After her illness she did try in a fairly half-hearted way to lose some of the weight she had gained with the treatment she had. Starved of some her favourite foods she was prone to absent-mindedly pinching other people's chips. This was a little disconcerting if you were not used to Mo.
However, she will be chiefly remembered for her pioneering work in Northern Ireland. For the first time she included the women's movement for peace in official negotiations. Her PPS at the time was Helen Jackson, who spent much of her time with Mo in NI talking to the Women's Groups, and ensuring that Mo kept in touch with their views.
Robin had a different style. Many of us will remember that he was the guest at one of our early fund-raising dinners last year. He was one of the Party's great thinkers. He was brilliant at absorbing and synthesising huge quantities of information and managing to reach conclusions, which he expressed in simple yet coherent language. He and I had very similar views on electoral and constitutional reform as well as foreign policy and it was through this shared interest that we became friends.
I recall as early as 1994, following the death of John Smith, trying to persuade Robin to stand as leader of the Labour Party. He decided against mainly I think as he really wanted to be Foreign Secretary and thought his best chance of achieving this would be to support the Blair campaign.
In the run up to March 18th 2003, and the vote on the war in Iraq, I recall discussing with him whether to vote against the Government or merely abstain.

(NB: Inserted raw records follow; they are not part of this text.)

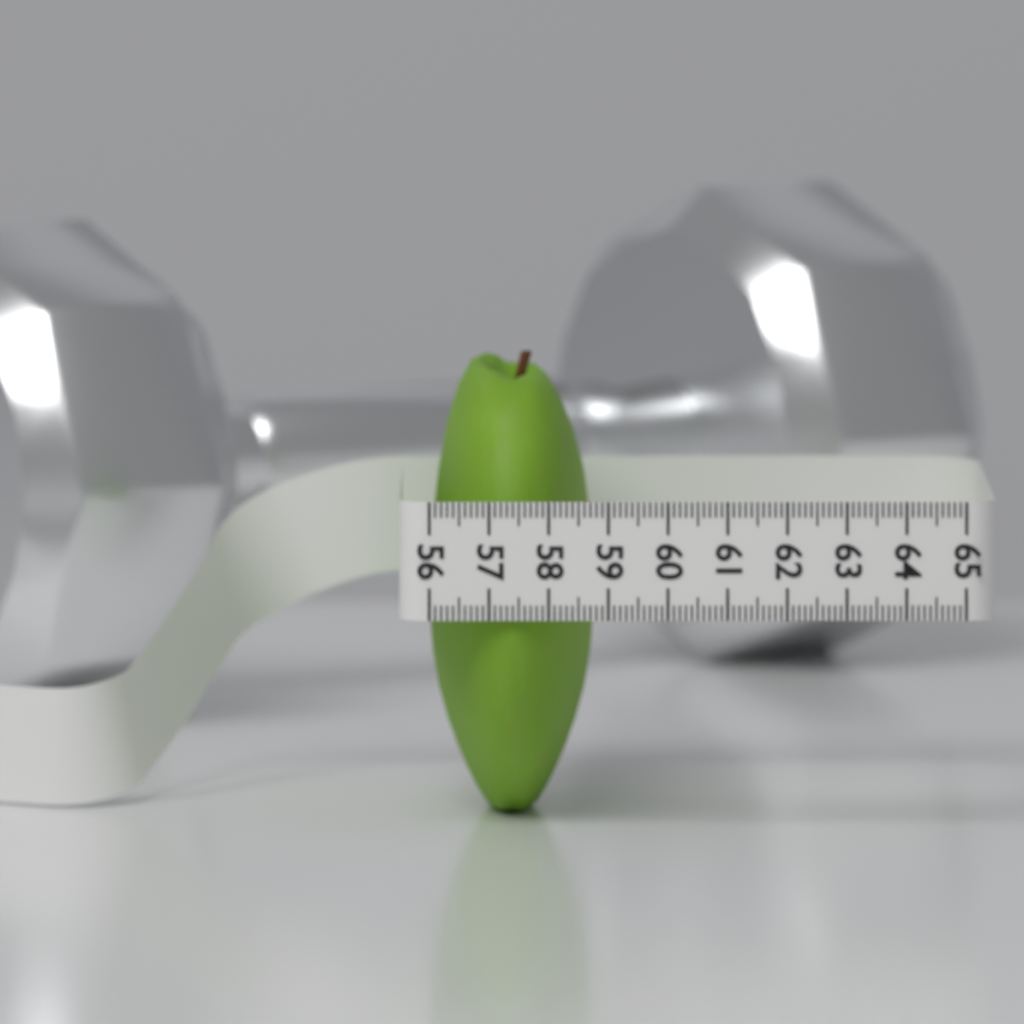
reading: 58.8 (no unit)
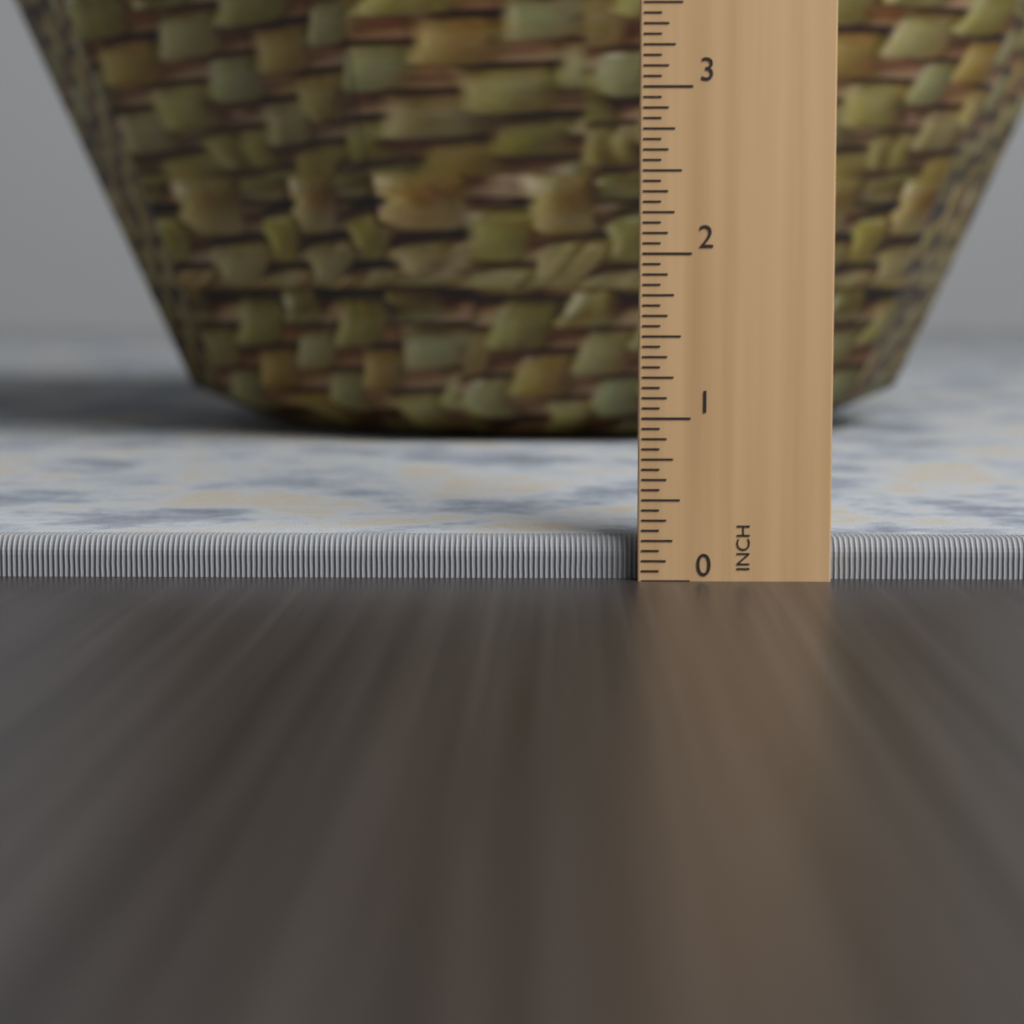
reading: 0.2500 in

His reply was short and to the point 'Anne, no-one will thank you for abstaining or will even remember you abstained. If you want to make a point make it clear from the way you vote'. This was wise advice and countless other colleagues wished later that they had voted against rather than merely abstained.

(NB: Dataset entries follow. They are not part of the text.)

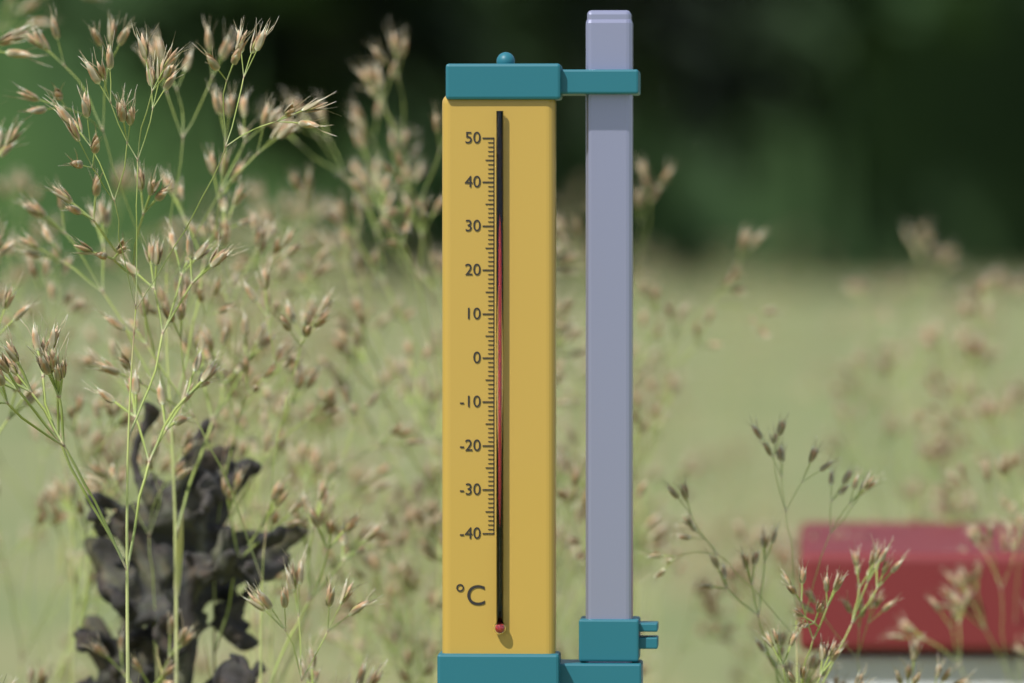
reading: 32 °C
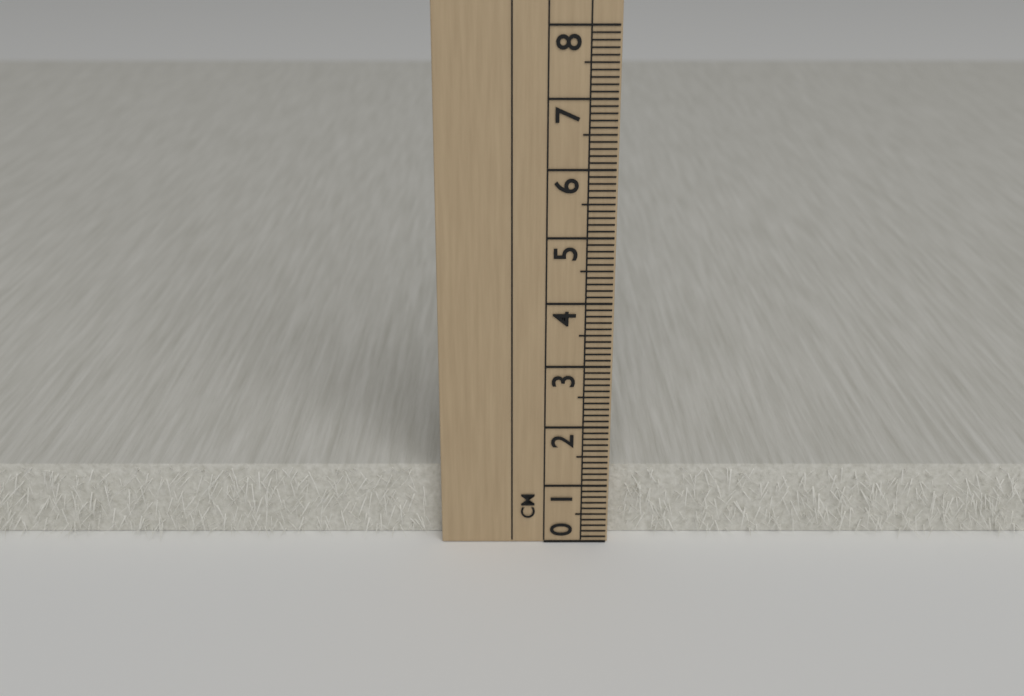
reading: 1.2 cm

On the backbenches Robin became the unofficial leader of the left of the Party, always keen to modernise, a great democrat - looking to bring Parliament closer to the people. He wrote, together with politicians from other Parties, an important paper on House of Lords Reform. He founded Compass - an amalgamation of left wing think tanks - and brought many of us together to ensure that it happened. And of course he wrote many newspaper articles, often quite critical of the government, but completely without rancour or bitterness.
He was shocked when I lost my seat and rang me to tell me so. It was typical of Robin that he wanted to ease the pain and it was his idea to resurrect a group called the New Agenda Forum, which I had organised whilst I was an MP. This was a group of some '92 and '97 MPs. We met regularly over dinner at the Gay Hussar - a Soho restaurant to discuss some of the major political ideas. Robin had attended one or two of these as an invited guest. He organised and attended a farewell dinner at the end of June. There were some 19 people there, a mixture of sitting and former MPs.
It is very important that the legacies of these two important iconic figures in the Labour movement do not die with them. We need to build on their achievements and provide that critical and constructive view point that they both did so well.